| |

01-13-2008, 11:35 PM
|
 | Exalted Member | | Join Date: Feb 2006 Location: Dreamworld
Posts: 1,365
| |
I've read a review titled Even Gamers Will Forego 'In the Name of the King' (Variety.com) that awarded one star to the movie.
Here are a few excerpts: ...Even while working with a $60 million budget, the infamous Uwe Boll lives down to expectations lowered by his earlier, cheaper vidgame-based pics. Even avid genre fans will wait for the DVD release.
Not quite bad enough to qualify as camp, yet entirely too lackluster to qualify as a guilty pleasure, "In the Name of the King" is a second-rate saga of swords and sorcery, bombast and boomerangs. Latter prove to be effective weapons of choice for a husky farmer named -- no kidding -- Farmer...
...Doug Taylor's script, loosely based on the "Dungeon Siege" vidgame, is a lazy mash-up of clichéd situations, grandiose speechifying and verbal anachronisms. But, then again, "In the Name of the King" is the sort of half-baked farrago that brings out the worst, or the least, in almost everyone involved.
Statham, Perlman and Rhys-Davies maintain a reasonable degree of professionalism without conspicuously exerting themselves, while Reynolds does everything but wink at the camera to indicate that he's just there for the paycheck.
On the other hand, some cast members try a tad too hard: Matthew Lillard (as King Konreid's weaselly nephew) and Liotta offer performances that indicate the actors spent long hours between takes flossing scenery from their teeth...
Now, I am curious: just how loosely this movie is "based on the game"? Is there any resemblance at all? Anything else besides the main character being a "farmer"? I don't even mention that the not-so-young "farmer" in the movie looks fat and bald... That is loose alright. What happened to the "young lad"?
__________________ Man's most valuable trait is a judicious sense of what not to believe.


> PROBLEM DETAILS: Look through the entries below and count the lines with the word "values" in them; give only the number.

> RECORDS FOR THIS EXERCISE:
== Segment start ==

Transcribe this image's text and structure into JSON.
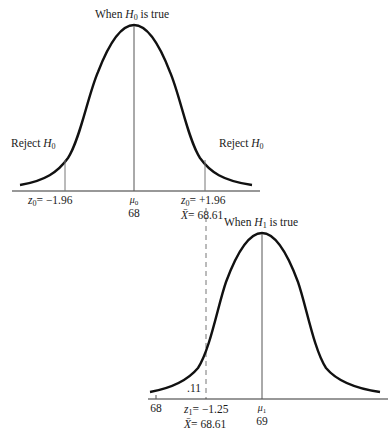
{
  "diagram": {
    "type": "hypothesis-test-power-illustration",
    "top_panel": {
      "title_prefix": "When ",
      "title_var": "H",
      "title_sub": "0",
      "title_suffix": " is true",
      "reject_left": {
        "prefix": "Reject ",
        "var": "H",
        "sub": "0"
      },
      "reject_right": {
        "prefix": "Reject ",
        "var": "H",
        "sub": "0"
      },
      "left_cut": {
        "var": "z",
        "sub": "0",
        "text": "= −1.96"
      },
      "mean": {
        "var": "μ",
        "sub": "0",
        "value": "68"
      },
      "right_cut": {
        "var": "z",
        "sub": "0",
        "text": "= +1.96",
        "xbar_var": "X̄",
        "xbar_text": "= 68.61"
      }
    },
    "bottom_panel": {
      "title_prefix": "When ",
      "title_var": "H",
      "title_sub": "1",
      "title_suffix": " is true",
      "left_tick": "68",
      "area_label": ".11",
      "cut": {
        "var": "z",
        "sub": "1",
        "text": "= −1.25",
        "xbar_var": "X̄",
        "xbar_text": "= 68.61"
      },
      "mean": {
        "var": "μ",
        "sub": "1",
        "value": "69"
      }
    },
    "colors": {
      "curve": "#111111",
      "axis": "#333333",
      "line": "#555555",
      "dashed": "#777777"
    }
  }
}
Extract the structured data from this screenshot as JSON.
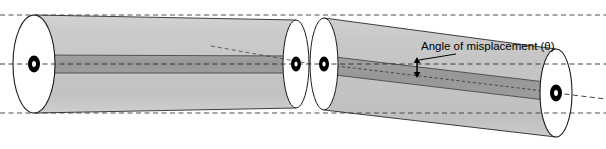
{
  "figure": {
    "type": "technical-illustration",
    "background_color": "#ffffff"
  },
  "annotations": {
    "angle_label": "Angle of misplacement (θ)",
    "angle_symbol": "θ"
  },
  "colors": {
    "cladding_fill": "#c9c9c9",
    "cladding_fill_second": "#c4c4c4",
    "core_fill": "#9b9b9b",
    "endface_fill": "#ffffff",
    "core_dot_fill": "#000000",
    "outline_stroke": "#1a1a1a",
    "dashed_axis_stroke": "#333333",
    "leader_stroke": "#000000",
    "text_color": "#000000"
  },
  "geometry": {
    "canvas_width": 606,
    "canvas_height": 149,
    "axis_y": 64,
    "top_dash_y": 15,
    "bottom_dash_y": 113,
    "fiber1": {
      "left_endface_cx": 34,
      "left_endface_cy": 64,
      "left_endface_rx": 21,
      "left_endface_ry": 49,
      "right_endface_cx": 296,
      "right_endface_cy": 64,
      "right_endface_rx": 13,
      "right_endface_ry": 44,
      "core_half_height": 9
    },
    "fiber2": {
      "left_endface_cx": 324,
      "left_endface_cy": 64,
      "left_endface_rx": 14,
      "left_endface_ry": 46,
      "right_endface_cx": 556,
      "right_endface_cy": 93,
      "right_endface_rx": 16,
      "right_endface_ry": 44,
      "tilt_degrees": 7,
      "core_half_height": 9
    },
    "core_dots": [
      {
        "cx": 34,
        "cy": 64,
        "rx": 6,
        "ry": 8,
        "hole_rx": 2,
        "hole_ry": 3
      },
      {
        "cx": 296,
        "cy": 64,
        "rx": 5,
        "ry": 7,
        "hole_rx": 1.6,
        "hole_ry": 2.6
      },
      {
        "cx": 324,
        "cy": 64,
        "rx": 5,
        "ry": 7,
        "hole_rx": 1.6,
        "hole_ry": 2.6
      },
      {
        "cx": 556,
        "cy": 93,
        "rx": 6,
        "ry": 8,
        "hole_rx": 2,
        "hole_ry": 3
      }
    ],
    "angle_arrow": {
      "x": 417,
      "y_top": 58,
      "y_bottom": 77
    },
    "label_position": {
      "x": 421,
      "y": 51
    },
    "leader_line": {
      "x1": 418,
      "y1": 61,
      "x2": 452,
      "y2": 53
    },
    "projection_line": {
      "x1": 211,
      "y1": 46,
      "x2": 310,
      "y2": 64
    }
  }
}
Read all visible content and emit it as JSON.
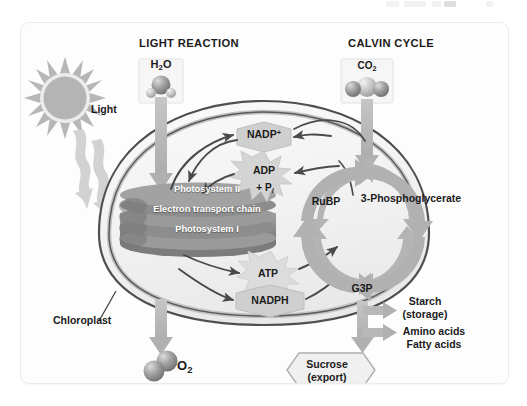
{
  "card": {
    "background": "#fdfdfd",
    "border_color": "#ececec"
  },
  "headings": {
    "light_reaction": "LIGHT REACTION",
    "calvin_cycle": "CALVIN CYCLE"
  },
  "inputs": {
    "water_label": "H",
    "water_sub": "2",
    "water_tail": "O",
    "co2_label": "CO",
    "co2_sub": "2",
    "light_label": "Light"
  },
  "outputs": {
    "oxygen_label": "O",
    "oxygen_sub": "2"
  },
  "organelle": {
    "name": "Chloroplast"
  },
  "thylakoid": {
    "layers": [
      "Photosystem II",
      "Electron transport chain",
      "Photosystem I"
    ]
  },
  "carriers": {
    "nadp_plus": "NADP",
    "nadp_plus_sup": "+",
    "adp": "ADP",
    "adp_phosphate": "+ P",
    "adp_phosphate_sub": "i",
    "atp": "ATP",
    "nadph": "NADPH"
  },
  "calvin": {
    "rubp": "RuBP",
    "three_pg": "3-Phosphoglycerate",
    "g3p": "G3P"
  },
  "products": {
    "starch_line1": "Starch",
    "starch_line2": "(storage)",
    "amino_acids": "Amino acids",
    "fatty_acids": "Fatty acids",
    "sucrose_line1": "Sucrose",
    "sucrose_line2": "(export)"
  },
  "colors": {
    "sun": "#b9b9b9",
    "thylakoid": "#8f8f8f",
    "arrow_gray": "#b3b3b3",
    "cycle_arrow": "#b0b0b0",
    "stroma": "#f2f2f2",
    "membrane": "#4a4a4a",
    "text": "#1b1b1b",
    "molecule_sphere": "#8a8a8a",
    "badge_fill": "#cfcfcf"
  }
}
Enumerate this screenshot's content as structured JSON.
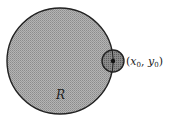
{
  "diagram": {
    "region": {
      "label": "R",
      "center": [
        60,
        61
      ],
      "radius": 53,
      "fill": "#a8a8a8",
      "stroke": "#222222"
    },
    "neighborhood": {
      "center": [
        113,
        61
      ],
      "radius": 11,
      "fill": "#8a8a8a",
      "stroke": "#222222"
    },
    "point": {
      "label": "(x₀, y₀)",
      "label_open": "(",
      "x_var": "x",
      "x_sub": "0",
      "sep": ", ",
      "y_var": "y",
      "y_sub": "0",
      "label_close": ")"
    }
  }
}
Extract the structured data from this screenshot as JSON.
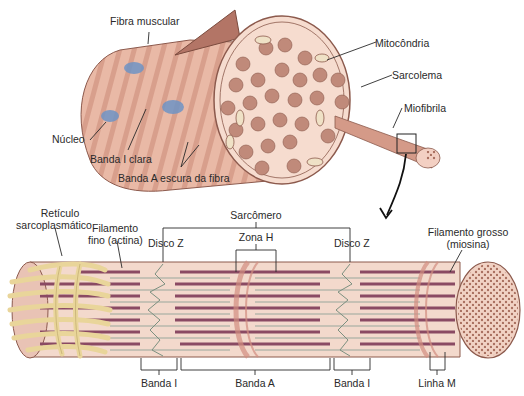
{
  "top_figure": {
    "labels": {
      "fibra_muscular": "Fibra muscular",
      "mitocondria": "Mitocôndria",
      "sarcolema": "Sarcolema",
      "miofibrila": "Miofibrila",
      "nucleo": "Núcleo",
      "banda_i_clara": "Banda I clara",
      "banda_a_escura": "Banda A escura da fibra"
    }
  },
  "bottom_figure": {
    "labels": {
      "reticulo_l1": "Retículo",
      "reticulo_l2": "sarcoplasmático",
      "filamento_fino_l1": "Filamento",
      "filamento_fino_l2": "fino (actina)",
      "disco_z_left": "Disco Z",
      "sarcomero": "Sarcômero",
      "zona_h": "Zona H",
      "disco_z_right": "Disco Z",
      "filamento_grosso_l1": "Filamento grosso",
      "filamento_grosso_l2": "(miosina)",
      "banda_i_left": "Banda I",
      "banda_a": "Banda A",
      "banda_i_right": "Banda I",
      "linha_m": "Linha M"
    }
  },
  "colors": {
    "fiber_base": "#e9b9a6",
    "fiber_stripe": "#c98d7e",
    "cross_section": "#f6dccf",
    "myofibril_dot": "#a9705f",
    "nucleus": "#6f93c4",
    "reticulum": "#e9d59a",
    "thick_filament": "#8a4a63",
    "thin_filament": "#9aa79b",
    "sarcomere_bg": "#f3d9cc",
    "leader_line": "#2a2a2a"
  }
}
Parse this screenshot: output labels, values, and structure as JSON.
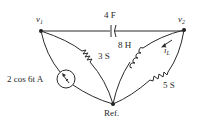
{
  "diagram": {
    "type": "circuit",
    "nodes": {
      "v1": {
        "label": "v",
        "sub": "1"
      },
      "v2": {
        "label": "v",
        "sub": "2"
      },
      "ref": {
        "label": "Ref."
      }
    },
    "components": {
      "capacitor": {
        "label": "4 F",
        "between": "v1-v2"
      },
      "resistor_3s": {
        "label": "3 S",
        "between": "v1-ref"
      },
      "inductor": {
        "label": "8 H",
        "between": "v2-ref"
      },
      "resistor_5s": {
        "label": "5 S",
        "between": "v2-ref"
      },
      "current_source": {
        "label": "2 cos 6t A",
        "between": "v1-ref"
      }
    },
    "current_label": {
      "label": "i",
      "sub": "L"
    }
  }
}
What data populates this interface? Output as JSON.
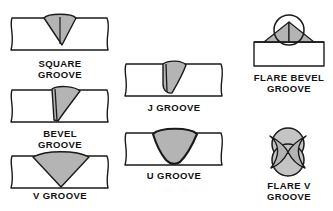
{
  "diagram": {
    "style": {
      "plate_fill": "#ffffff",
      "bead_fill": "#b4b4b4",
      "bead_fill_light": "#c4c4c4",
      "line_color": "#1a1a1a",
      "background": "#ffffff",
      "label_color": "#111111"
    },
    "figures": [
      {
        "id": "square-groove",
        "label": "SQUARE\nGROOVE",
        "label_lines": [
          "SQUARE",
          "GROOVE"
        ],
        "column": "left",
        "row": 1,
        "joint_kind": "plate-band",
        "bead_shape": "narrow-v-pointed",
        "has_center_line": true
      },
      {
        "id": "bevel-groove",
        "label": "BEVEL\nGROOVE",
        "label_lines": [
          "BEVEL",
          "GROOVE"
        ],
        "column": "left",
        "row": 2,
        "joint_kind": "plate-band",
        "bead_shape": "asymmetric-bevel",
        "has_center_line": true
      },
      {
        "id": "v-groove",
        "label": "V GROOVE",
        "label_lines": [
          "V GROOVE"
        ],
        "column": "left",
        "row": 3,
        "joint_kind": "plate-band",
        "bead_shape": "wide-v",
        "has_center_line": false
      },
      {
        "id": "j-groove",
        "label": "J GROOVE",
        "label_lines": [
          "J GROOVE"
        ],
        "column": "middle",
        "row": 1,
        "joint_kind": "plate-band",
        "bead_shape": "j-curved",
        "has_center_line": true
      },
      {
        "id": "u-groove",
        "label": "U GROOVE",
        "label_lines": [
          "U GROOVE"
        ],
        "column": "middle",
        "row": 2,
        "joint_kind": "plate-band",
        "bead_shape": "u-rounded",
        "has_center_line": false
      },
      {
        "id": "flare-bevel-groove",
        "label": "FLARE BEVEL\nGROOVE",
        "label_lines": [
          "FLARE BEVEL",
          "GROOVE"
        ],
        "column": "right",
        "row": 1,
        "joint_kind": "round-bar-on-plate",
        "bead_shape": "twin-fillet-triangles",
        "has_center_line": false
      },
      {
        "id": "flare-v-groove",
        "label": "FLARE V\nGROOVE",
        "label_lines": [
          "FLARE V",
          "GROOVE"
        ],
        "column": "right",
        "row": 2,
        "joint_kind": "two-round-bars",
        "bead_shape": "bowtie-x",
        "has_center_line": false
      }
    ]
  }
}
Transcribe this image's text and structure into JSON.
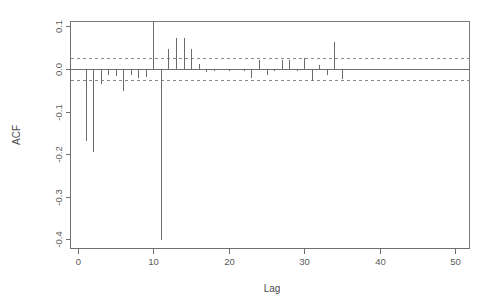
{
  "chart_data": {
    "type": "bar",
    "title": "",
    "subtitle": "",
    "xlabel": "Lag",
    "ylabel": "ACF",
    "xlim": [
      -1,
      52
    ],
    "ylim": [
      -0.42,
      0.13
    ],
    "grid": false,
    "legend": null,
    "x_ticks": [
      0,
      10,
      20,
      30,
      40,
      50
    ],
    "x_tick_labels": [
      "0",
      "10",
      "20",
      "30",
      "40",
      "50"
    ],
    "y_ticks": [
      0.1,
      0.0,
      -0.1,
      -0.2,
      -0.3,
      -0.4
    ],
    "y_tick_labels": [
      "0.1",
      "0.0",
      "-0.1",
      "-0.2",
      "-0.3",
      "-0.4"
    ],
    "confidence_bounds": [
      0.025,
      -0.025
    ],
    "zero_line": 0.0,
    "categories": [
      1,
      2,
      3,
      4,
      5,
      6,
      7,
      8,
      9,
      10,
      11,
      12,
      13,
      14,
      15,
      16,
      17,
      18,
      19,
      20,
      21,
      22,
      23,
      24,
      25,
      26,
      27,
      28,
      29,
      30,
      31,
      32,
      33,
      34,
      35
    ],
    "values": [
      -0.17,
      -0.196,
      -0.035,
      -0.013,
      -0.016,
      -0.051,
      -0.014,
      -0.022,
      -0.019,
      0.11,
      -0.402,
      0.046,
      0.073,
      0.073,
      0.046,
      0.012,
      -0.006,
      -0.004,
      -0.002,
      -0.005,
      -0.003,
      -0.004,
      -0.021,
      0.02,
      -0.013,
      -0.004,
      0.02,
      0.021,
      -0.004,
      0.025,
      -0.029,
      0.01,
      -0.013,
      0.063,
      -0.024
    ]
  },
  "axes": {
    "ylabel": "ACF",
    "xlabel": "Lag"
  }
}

== Segment end ==

> OUTPUT BELOW: 2